Collected data:
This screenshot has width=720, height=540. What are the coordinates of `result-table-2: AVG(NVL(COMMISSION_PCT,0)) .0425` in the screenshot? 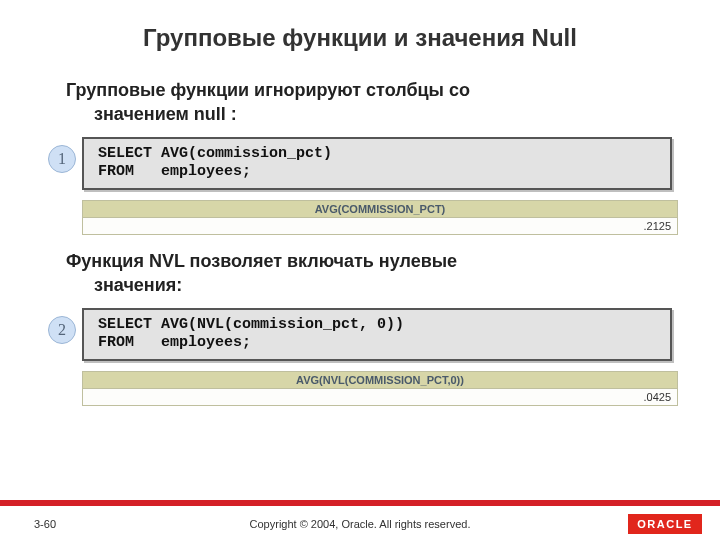 It's located at (380, 388).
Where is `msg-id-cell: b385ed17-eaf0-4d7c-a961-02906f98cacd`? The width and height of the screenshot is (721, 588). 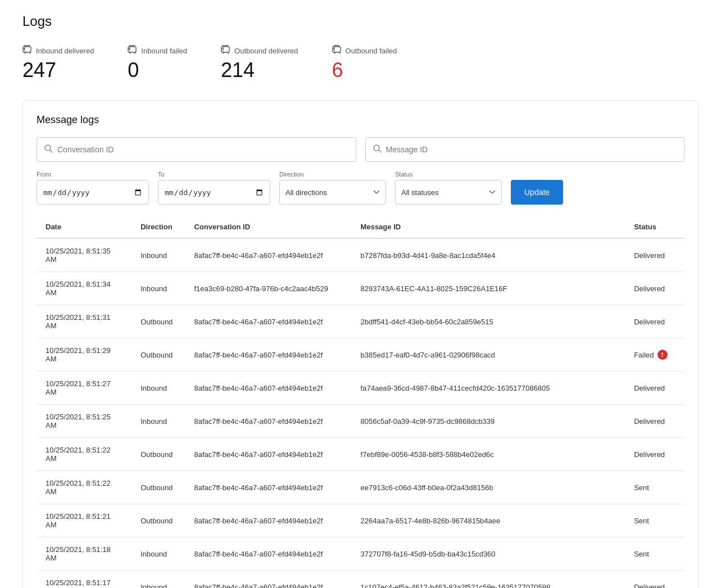 msg-id-cell: b385ed17-eaf0-4d7c-a961-02906f98cacd is located at coordinates (489, 355).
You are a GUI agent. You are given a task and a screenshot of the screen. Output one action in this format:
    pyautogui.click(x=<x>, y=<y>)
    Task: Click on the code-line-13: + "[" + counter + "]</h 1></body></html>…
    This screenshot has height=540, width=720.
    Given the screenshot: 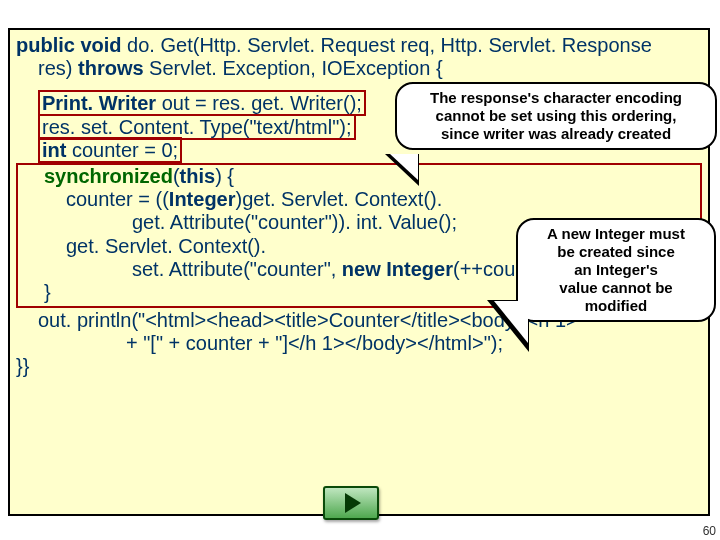 What is the action you would take?
    pyautogui.click(x=359, y=344)
    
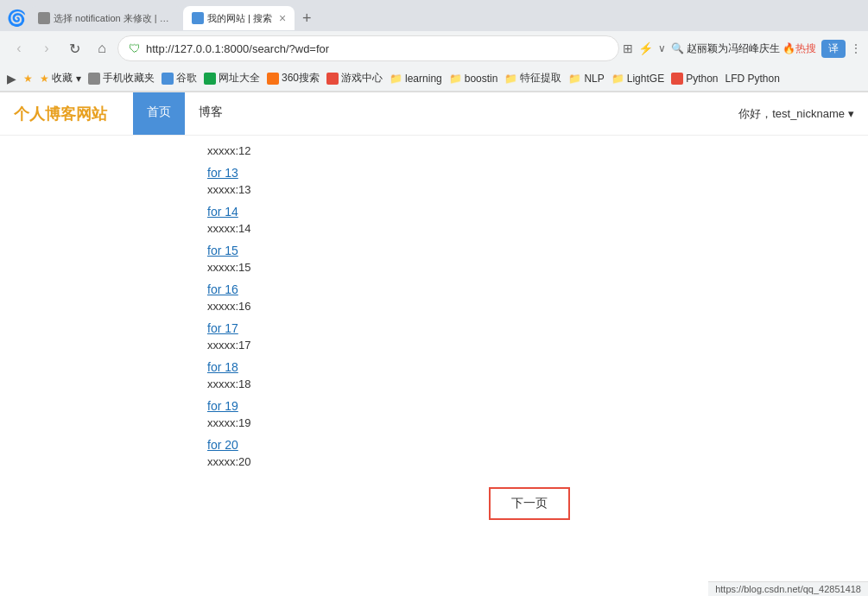 The image size is (868, 596). What do you see at coordinates (187, 78) in the screenshot?
I see `bookmark-label: 谷歌` at bounding box center [187, 78].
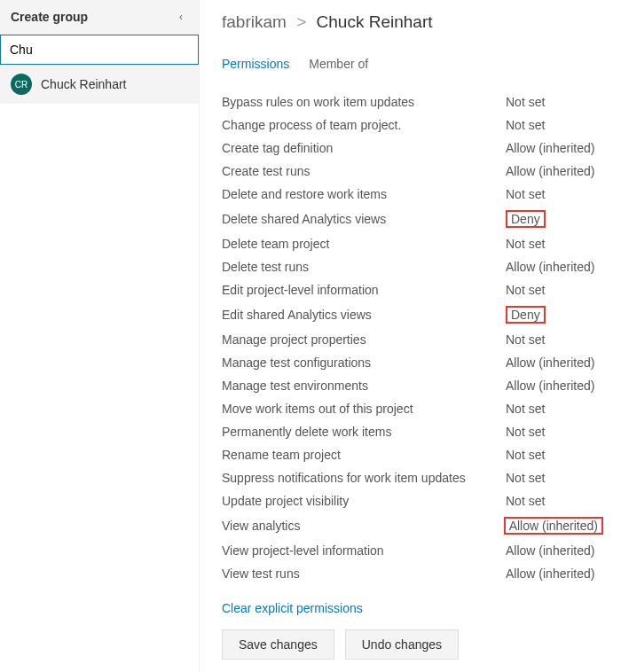 Image resolution: width=621 pixels, height=672 pixels. Describe the element at coordinates (255, 66) in the screenshot. I see `tab-permissions: Permissions` at that location.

- _INSTRUCTIONS FOR THE TASK_:
Among the lines above, repeat exactly those from the line with "You are a GUI" to the line with "This screenshot has height=540, width=720.", counting both ends.

- _ANSWER TO THE PROBLEM_:
You are a GUI agent. You are given a task and a screenshot of the screen. Output one action in this format:
    pyautogui.click(x=<x>, y=<y>)
    Task: Click on the code-line-13: + "[" + counter + "]</h 1></body></html>…
    This screenshot has height=540, width=720.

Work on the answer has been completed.